Yesterday was the first part of a diagnostic test that can help us detect the symptoms of overload. Two remain, which I’ll cover today, and then share God’s simple solution for getting out from under such a deadly burden. So then, what are some other ways that we have let ourselves become entrapped in the overload syndrome?

We allow our lives to have possession overload. We have more “things per person” than any other nation in history. Closets are full, storage space is used up, and cars can’t fit into garages. Having first imprisoned us with debt, possessions then take over our houses and occupy our time. This begins to sound like an invasion. Everything I own owns me in return as I become responsible to care for it, maintain it, clean it, insure it, store it, update it, and so forth. So why would I want more? God says, “Beware of having so much in life that the care of things makes your heart grow cold toward Me.” (See Matthew 13:22;  Luke 12:21;  1Timothy 6:8-10;  Hebrews 13:5.)

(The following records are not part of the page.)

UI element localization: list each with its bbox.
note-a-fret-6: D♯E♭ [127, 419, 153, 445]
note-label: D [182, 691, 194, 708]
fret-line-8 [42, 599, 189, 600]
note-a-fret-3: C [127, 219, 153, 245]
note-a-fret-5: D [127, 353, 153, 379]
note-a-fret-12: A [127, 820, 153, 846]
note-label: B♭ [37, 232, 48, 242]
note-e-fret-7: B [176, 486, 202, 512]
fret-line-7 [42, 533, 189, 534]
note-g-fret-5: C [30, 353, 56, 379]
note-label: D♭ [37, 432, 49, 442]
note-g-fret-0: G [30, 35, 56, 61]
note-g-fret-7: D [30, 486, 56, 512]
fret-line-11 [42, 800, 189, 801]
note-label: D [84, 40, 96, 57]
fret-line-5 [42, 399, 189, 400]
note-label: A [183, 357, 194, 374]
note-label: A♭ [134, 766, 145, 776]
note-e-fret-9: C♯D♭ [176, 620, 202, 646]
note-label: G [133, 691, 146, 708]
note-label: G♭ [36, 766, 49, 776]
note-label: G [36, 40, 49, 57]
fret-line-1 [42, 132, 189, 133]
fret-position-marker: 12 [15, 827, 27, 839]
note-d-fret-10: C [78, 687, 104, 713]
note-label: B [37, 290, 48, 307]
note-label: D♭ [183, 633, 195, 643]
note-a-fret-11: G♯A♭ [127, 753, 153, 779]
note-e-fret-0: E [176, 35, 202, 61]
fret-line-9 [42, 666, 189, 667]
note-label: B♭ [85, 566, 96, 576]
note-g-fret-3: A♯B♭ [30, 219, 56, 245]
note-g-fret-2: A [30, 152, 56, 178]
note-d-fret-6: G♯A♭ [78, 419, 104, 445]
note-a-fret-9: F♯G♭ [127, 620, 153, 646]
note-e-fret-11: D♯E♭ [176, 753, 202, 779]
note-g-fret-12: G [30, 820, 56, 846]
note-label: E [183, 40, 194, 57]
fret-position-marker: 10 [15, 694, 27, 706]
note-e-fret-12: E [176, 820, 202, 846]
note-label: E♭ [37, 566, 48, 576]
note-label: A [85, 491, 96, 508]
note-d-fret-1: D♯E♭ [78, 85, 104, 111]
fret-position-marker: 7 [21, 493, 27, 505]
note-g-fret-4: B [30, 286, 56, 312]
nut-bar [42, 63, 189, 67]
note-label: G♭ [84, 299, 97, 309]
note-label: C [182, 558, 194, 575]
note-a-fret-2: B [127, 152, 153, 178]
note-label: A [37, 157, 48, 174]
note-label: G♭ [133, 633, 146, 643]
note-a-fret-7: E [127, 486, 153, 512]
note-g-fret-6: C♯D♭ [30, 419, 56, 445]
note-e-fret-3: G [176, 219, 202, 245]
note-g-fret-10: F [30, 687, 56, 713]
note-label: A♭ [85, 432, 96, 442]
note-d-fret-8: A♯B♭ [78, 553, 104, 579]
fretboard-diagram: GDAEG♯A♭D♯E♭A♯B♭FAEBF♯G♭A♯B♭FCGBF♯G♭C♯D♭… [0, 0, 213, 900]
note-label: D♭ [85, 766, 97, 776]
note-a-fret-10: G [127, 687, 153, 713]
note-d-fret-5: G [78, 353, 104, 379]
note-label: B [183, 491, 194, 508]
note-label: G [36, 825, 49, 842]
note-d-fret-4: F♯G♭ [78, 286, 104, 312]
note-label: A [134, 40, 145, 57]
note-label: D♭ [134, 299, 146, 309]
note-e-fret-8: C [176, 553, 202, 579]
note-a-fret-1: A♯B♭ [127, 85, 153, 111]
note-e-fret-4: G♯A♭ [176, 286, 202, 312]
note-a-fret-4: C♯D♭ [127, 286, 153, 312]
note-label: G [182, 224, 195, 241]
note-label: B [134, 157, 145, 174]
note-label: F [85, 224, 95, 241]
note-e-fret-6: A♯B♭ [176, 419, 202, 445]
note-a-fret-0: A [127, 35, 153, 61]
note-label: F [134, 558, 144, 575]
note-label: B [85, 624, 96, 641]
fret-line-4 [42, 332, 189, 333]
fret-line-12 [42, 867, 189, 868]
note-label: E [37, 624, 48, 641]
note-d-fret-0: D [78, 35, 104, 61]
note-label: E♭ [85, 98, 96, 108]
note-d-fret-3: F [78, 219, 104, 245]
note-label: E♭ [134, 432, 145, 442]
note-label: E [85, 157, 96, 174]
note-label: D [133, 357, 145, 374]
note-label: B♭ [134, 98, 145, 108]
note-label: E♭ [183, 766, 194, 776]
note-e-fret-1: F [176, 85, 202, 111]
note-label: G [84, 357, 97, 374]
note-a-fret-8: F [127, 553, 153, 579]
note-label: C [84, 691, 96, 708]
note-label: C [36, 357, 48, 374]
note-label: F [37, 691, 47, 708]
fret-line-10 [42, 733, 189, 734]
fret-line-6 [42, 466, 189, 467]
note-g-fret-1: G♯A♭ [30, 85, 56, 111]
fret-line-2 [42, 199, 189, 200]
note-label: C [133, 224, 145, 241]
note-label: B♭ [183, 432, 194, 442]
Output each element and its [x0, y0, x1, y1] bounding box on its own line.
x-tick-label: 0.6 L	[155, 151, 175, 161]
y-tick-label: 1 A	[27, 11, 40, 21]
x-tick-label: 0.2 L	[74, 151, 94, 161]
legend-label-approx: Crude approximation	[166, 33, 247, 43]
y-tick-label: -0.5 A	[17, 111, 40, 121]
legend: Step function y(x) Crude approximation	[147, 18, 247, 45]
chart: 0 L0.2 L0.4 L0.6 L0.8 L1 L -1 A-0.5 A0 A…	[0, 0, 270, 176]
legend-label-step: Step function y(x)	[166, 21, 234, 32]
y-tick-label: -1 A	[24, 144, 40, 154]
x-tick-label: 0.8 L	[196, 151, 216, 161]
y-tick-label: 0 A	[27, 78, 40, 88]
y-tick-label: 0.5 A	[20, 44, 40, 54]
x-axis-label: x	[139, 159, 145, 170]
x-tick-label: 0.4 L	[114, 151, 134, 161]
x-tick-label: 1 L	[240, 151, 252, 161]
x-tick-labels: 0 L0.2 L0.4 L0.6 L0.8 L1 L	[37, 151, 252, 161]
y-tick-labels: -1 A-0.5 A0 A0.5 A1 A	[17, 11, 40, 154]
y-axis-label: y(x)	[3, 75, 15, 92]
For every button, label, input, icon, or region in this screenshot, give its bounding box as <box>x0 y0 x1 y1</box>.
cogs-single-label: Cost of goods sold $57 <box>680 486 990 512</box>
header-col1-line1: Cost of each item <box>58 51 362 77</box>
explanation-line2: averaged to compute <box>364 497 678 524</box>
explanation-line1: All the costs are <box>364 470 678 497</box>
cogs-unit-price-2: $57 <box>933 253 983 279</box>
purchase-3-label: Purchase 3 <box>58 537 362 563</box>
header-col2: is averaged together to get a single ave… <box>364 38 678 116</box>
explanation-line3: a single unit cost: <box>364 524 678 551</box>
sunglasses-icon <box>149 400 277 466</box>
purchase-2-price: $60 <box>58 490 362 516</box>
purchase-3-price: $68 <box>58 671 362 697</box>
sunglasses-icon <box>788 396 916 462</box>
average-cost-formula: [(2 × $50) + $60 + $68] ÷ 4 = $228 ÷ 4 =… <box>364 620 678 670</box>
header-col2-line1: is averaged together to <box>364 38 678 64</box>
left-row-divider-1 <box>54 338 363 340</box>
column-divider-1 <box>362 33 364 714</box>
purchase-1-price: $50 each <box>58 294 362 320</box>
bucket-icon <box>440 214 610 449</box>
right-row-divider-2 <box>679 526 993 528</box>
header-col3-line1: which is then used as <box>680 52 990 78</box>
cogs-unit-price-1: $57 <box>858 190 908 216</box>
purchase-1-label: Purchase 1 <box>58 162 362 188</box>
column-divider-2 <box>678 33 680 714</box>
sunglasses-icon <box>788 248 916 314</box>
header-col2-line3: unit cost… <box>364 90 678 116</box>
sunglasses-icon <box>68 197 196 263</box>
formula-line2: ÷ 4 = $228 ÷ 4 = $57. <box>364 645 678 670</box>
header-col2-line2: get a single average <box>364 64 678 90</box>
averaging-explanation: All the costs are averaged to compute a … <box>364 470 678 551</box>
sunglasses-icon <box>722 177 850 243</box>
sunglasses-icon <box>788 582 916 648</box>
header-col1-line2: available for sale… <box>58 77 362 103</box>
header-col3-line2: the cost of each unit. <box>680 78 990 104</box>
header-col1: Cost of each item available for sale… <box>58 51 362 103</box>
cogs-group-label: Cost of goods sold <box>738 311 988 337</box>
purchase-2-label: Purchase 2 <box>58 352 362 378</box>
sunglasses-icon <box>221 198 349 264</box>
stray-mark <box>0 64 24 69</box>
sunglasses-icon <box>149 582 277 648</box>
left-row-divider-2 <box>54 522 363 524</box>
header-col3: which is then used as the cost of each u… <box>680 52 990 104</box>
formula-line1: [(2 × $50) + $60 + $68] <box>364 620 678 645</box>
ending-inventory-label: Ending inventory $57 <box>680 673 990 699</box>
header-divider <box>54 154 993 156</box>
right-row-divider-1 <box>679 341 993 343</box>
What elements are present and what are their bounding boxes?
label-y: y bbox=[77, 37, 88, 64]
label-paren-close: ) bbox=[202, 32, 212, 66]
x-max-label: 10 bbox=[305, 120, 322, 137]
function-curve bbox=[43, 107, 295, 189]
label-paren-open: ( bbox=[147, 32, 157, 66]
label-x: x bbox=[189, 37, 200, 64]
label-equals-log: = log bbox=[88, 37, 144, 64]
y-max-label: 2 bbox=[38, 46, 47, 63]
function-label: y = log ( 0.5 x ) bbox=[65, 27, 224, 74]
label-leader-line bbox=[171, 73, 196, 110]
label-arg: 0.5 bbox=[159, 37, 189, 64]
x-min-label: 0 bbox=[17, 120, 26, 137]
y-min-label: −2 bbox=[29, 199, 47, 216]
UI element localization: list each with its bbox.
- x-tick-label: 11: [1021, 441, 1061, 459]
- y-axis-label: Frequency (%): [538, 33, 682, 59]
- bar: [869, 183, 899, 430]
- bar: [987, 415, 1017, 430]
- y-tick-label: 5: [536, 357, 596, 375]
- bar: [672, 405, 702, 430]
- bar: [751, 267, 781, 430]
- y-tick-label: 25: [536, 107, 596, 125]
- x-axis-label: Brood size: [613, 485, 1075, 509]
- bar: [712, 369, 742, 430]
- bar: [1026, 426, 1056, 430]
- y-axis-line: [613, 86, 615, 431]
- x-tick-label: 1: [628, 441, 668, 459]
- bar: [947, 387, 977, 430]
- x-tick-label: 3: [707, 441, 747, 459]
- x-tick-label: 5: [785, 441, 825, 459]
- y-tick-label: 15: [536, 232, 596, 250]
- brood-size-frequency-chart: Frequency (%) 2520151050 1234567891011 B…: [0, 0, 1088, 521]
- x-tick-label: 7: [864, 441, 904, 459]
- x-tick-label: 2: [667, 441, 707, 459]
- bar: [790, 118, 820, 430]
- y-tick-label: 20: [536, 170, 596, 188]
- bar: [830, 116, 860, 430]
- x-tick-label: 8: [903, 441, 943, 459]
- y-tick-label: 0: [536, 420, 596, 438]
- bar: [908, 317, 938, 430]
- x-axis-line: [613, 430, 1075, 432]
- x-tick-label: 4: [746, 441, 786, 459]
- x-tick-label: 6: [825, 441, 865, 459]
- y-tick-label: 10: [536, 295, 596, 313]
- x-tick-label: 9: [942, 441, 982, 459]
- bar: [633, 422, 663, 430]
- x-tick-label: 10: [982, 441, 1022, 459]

In contrast to time spent on the information-overload treadmill, how well do you know God? How much depth is there in your personal relationship with Him? For instance, do you know His Word as well as you know your favorite hobby or sport? That is the danger of information overload-our minds become full of so much that does not matter to God or for eternity. God says, “To know Me, you must guard your heart.” (See Isaiah 33:14b-17.)

Spending regular time alone with God is the only way that you will ever get to see “the King in His beauty.” You will never find God’s best for your life while drowning in the overload syndrome. What an appropriate reminder for living in the end times when time is so short!

Also ReadOpen Heaven 9 June  2022 Daily Devotional By Pastor E. A. Adeboye –Topic: TEACH BY EXAMPLE 

Submit to Christ’s rule. It would be the rare person who did not spot any symptoms of the “overload syndrome” in his or her own life. But the good news is this: you can find relief and rest for your soul by obedience to Christ’s command: “Take My yoke upon you” (Matthew 11:29). The yoke is a universal sign of submission. The Bible begins and ends with the call to submit to Christ. From Adam and Eve in Genesis to the end of the age in Revelation, Scripture tells us that we are to obey God-or face the consequences along with those who rebel and come under God’s endless wrath forever.

Have you given obedience to God the highest place in your life, as the inspiration for every action and motivation? If you yield to the searching of the Holy Spirit, you may find that you have never given Him total submission, or that you have somehow, over time, taken it back. I exhort you therefore to go before the Spirit in prayer and ask Him to show you: how defective the Christian life is where obedience doesn’t rule all; how that life can be exchanged for one of full surrender to absolute obedience; and how sure it is that God in Christ will enable us to live it out![14] So ask yourself: Does submitting to God take the highest place in my life?

Become Christ’s lifelong disciple: “Take My yoke upon you and learn from Me . . . and you will find rest for your souls” (Matthew 11:29, emphasis added). Cling to Jesus that you may obey His admonition to “learn from Me.” Surround yourself with His true Word. Meekness toward God is that disposition of spirit in which we accept His dealings with us as good, and therefore without disputing or resisting. In the Old Testament, the meek are those wholly relying on God, rather than their own strength, to defend them against injustice. Thus, meekness toward evil people means knowing God is permitting the injuries they inflict, that He is using them to purify His elect, and that He will deliver His elect in His time. (See Isaiah 41:17; Luke 18:1-8.)

Gentleness, or meekness, is the opposite of self-assertiveness and self-interest. It stems from trust in God’s goodness and control over any situation. The gentle person is not occupied with self at all. This is a work of the Holy Spirit, not of the human will (Galatians 5:23). Are you a gentle spirit-or one who is wrapped up in self?